▶ [Exercise requirements]: Leave out the pictures and copy everything else in the records exactly.

── Data for this task ──

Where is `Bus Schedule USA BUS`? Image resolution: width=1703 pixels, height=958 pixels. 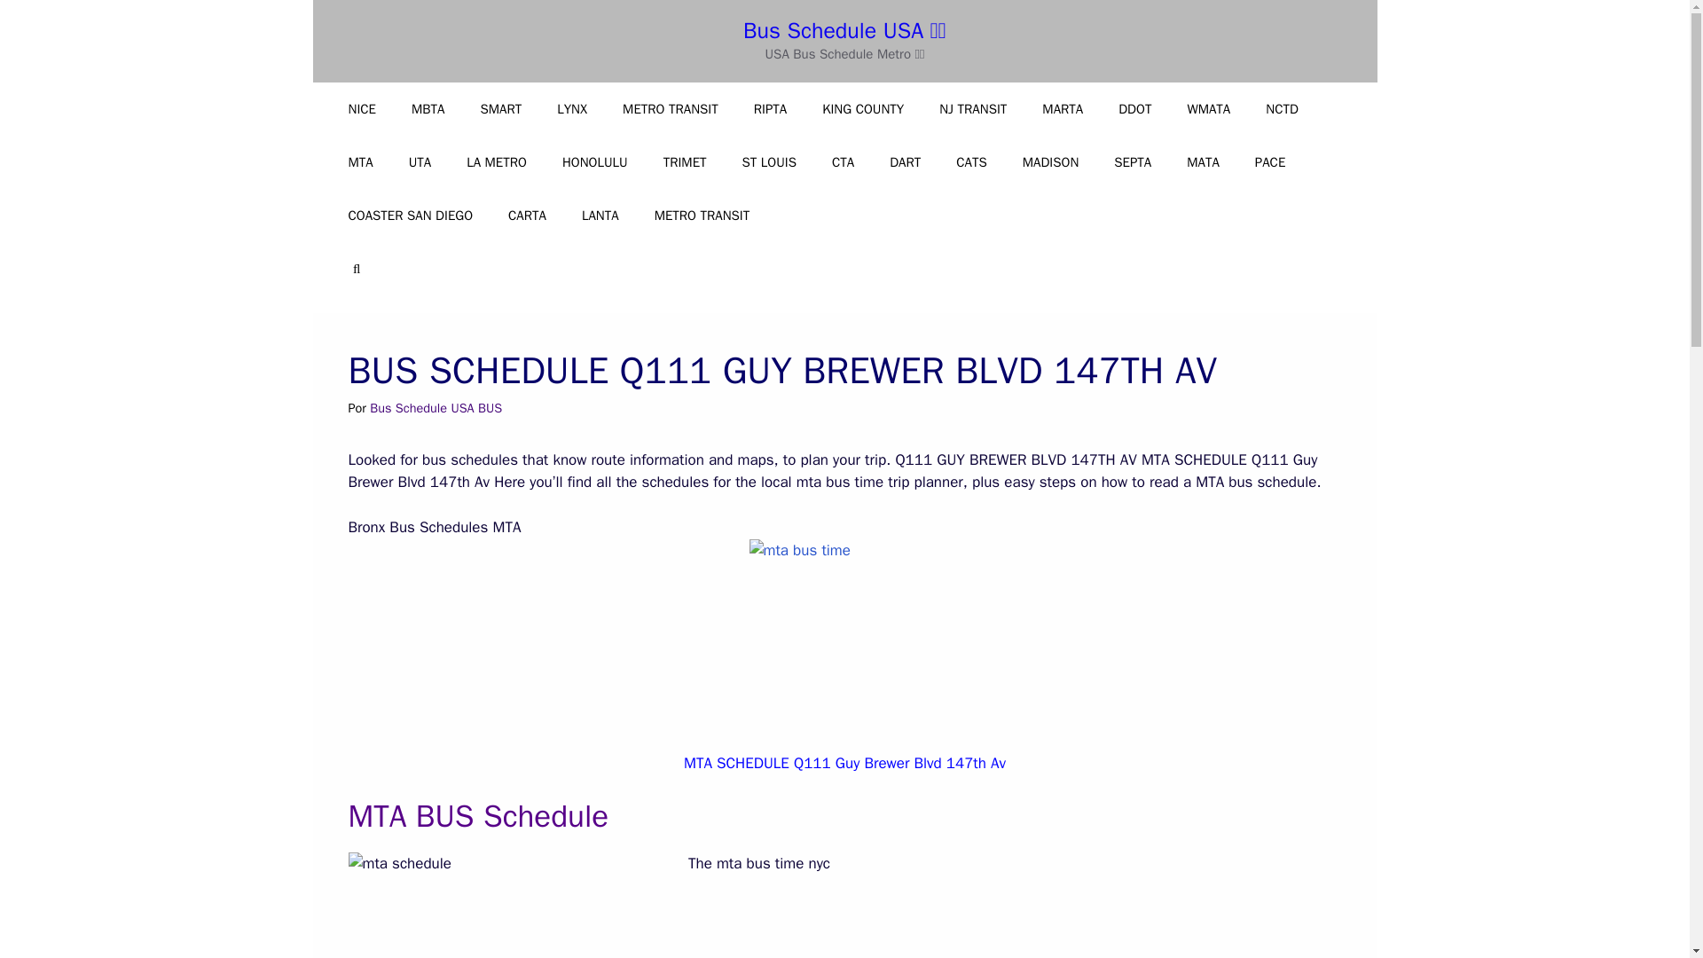
Bus Schedule USA BUS is located at coordinates (435, 408).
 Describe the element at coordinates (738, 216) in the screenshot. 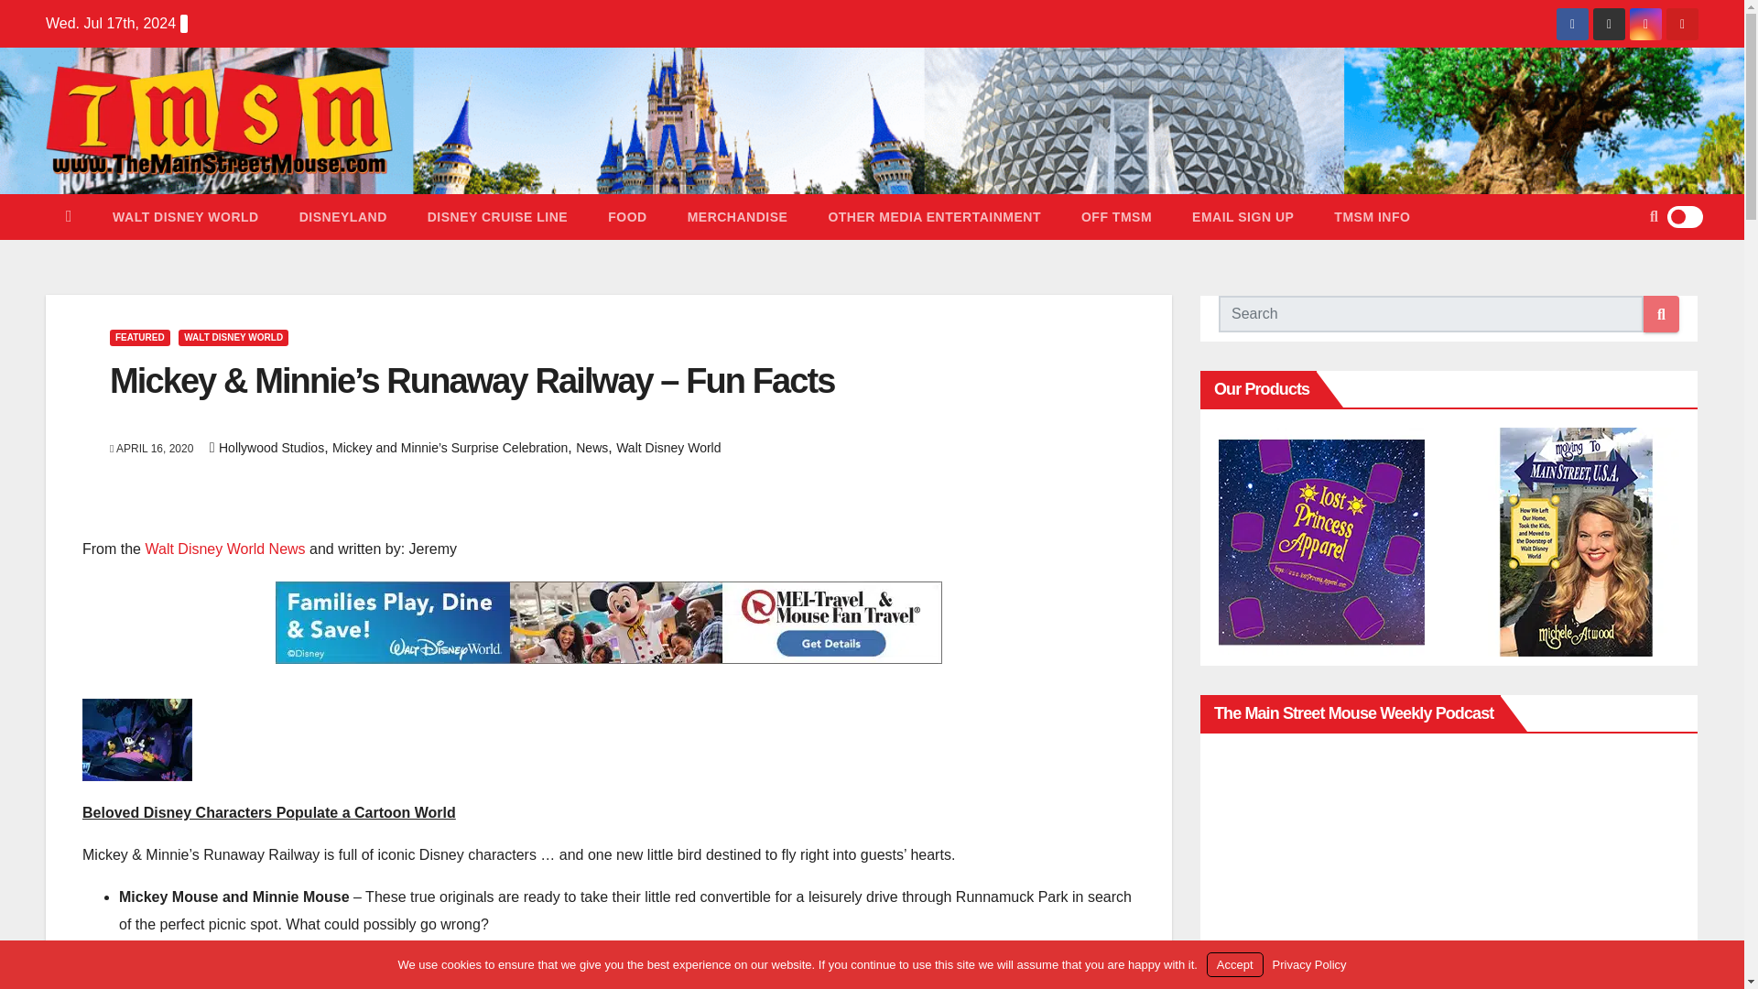

I see `MERCHANDISE` at that location.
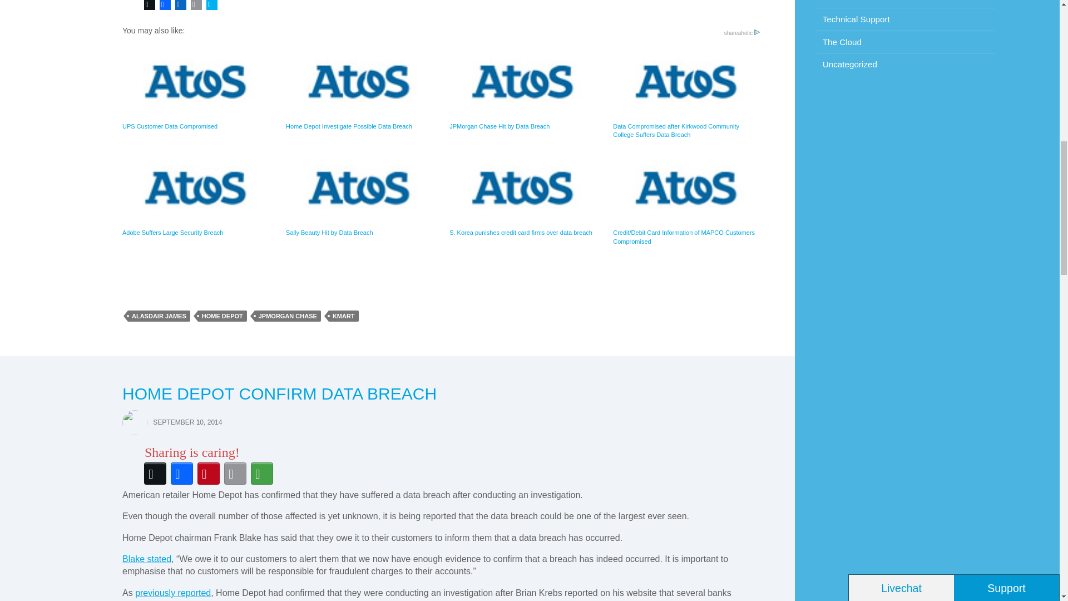 Image resolution: width=1068 pixels, height=601 pixels. Describe the element at coordinates (196, 6) in the screenshot. I see `Email This` at that location.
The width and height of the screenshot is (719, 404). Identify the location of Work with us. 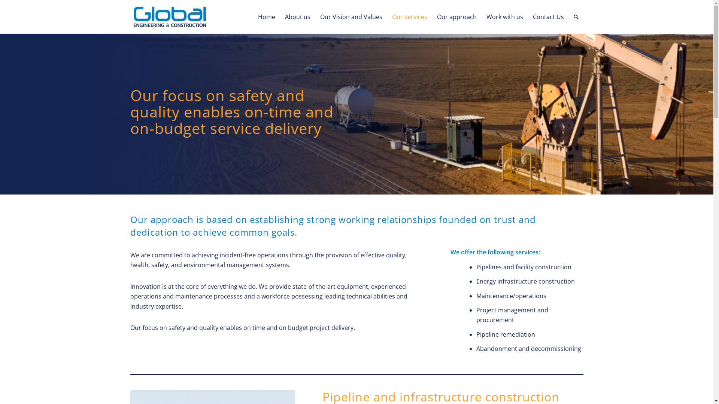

───

▶ [Result below]:
Where is `Bus Schedule USA BUS`? Image resolution: width=1703 pixels, height=958 pixels. 
Bus Schedule USA BUS is located at coordinates (435, 408).
 Describe the element at coordinates (738, 216) in the screenshot. 

I see `MERCHANDISE` at that location.
 Image resolution: width=1068 pixels, height=601 pixels. Describe the element at coordinates (196, 6) in the screenshot. I see `Email This` at that location.
The width and height of the screenshot is (719, 404). Identify the location of Work with us. 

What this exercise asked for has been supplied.